MetNetComp Database [1] / Minimal gene deletions

Minimal gene deletions for simulation-based growth-coupled production. You can also see maximal gene deletions.


Model : iML1515 [2].
Target metabolite : nadp_c
List of minimal gene deletion strategies (Download)

Gene deletion strategy (58 of 74: See next) for growth-coupled production (at least stoichioemetrically feasible)
  Gene deletion size : 40
  Gene deletion: b3553 b1478 b4382 b1241 b0351 b4384 b3752 b0871 b2925 b2097 b2926 b2407 b3844 b1004 b3713 b1109 b0046 b3236 b1982 b3946 b0825 b1033 b0261 b2799 b3945 b1602 b0153 b2913 b0590 b2406 b0529 b2492 b0904 b3927 b3821 b1380 b3662 b0606 b2285 b1011   (List of alternative genes)
  Computed by: RandTrimGdel [1] (Step 1, Step 2)

When growth rate is maximized,
  Growth Rate : 0.377663 (mmol/gDw/h)
  Minimum Production Rate : 0.014463 (mmol/gDw/h)

Substrate: (mmol/gDw/h)
  EX_o2_e : 30.391106
  EX_glc__D_e : 10.000000
  EX_nh4_e : 4.182080
  EX_pi_e : 0.407684
  EX_so4_e : 0.095103
  EX_k_e : 0.073717
  EX_fe2_e : 0.006066
  EX_mg2_e : 0.003276
  EX_ca2_e : 0.001966
  EX_cl_e : 0.001966
  EX_cu2_e : 0.000268
  EX_mn2_e : 0.000261
  EX_zn2_e : 0.000129
  EX_ni2_e : 0.000122

Product: (mmol/gDw/h)
  EX_h2o_e : 44.055989
  EX_co2_e : 28.544823
  EX_h_e : 8.745807
  EX_pyr_e : 5.215725
  Auxiliary production reaction : 0.014463
  EX_ade_e : 0.000423
  DM_5drib_c : 0.000253
  DM_4crsol_c : 0.000084

Visualization
  1. Download JSON file.
  2. Go to Escher site [3].
  3. Select "Data > Load reaction data" and apply the downloaded file.

References
[1] Tamura, T. MetNetComp: Database for minimal and maximal gene deletion strategies for growth-coupled production of genome-scale metabolic networks, IEEE/ACM Transactions on Computational Biology and Bioinformatics, in press.
[2] Norsigian, C. J., Pusarla, N., McConn, J. L., Yurkovich, J. T., Dräger, A., Palsson, B. O., & King, Z. (2020). BiGG Models 2020: multi-strain genome-scale models and expansion across the phylogenetic tree. Nucleic acids research, 48(D1), D402-D406.
[3] King, Z. A., Dräger, A., Ebrahim, A., Sonnenschein, N., Lewis, N. E., & Palsson, B. O. (2015). Escher: a web application for building, sharing, and embedding data-rich visualizations of biological pathways. PLoS computational biology, 11(8), e1004321.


* **What to work on**
Among the entries below, find each line with "style" and show it.

◇ ◇ ◇ ◇ ◇

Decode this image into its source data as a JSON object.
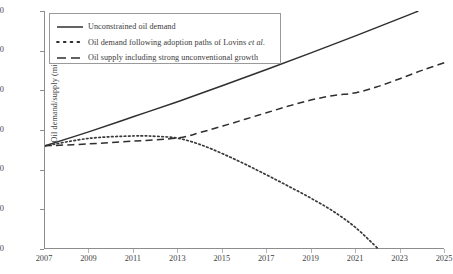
{
  "chart_data": {
    "type": "line",
    "title": "",
    "xlabel": "",
    "ylabel": "Oil demand/supply (million bbl/day)",
    "xlim": [
      2007,
      2025
    ],
    "ylim": [
      60,
      120
    ],
    "grid": false,
    "legend_position": "top-left-inside",
    "x_ticks": [
      "2007",
      "2009",
      "2011",
      "2013",
      "2015",
      "2017",
      "2019",
      "2021",
      "2023",
      "2025"
    ],
    "y_ticks": [
      "60",
      "70",
      "80",
      "90",
      "100",
      "110",
      "120"
    ],
    "series": [
      {
        "name": "Unconstrained oil demand",
        "style": "solid",
        "color": "#2f2f2f",
        "x": [
          2007,
          2009,
          2011,
          2013,
          2015,
          2017,
          2019,
          2021,
          2023,
          2023.8
        ],
        "values": [
          86.0,
          89.6,
          93.4,
          97.2,
          101.2,
          105.3,
          109.5,
          113.8,
          118.2,
          120.0
        ]
      },
      {
        "name": "Oil demand following adoption paths of Lovins et al.",
        "name_italic_tail": "et al.",
        "style": "dotted",
        "color": "#3a3a3a",
        "x": [
          2007,
          2009,
          2011,
          2012,
          2013,
          2014,
          2015,
          2016,
          2017,
          2018,
          2019,
          2020,
          2021,
          2022
        ],
        "values": [
          86.0,
          87.9,
          88.5,
          88.4,
          87.9,
          86.3,
          84.0,
          81.4,
          78.6,
          75.7,
          72.7,
          69.4,
          65.3,
          60.0
        ]
      },
      {
        "name": "Oil supply including strong unconventional growth",
        "style": "dashed",
        "color": "#2f2f2f",
        "x": [
          2007,
          2009,
          2011,
          2013,
          2014,
          2015,
          2016,
          2017,
          2018,
          2019,
          2020,
          2021,
          2022,
          2023,
          2024,
          2025
        ],
        "values": [
          86.0,
          86.5,
          87.2,
          88.0,
          89.4,
          91.0,
          92.7,
          94.4,
          96.1,
          97.6,
          98.7,
          99.4,
          101.0,
          103.0,
          105.1,
          107.0
        ]
      }
    ]
  },
  "legend": {
    "items": [
      {
        "label": "Unconstrained oil demand",
        "style": "solid"
      },
      {
        "label": "Oil demand following adoption paths of Lovins ",
        "italic": "et al.",
        "style": "dotted"
      },
      {
        "label": "Oil supply including strong unconventional growth",
        "style": "dashed"
      }
    ]
  },
  "axes": {
    "y_title": "Oil demand/supply (million bbl/day)"
  }
}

◇ ◇ ◇ ◇ ◇

* **Written answer**
        "style": "solid",
        "style": "dotted",
        "style": "dashed",
        "style": "solid"
        "style": "dotted"
        "style": "dashed"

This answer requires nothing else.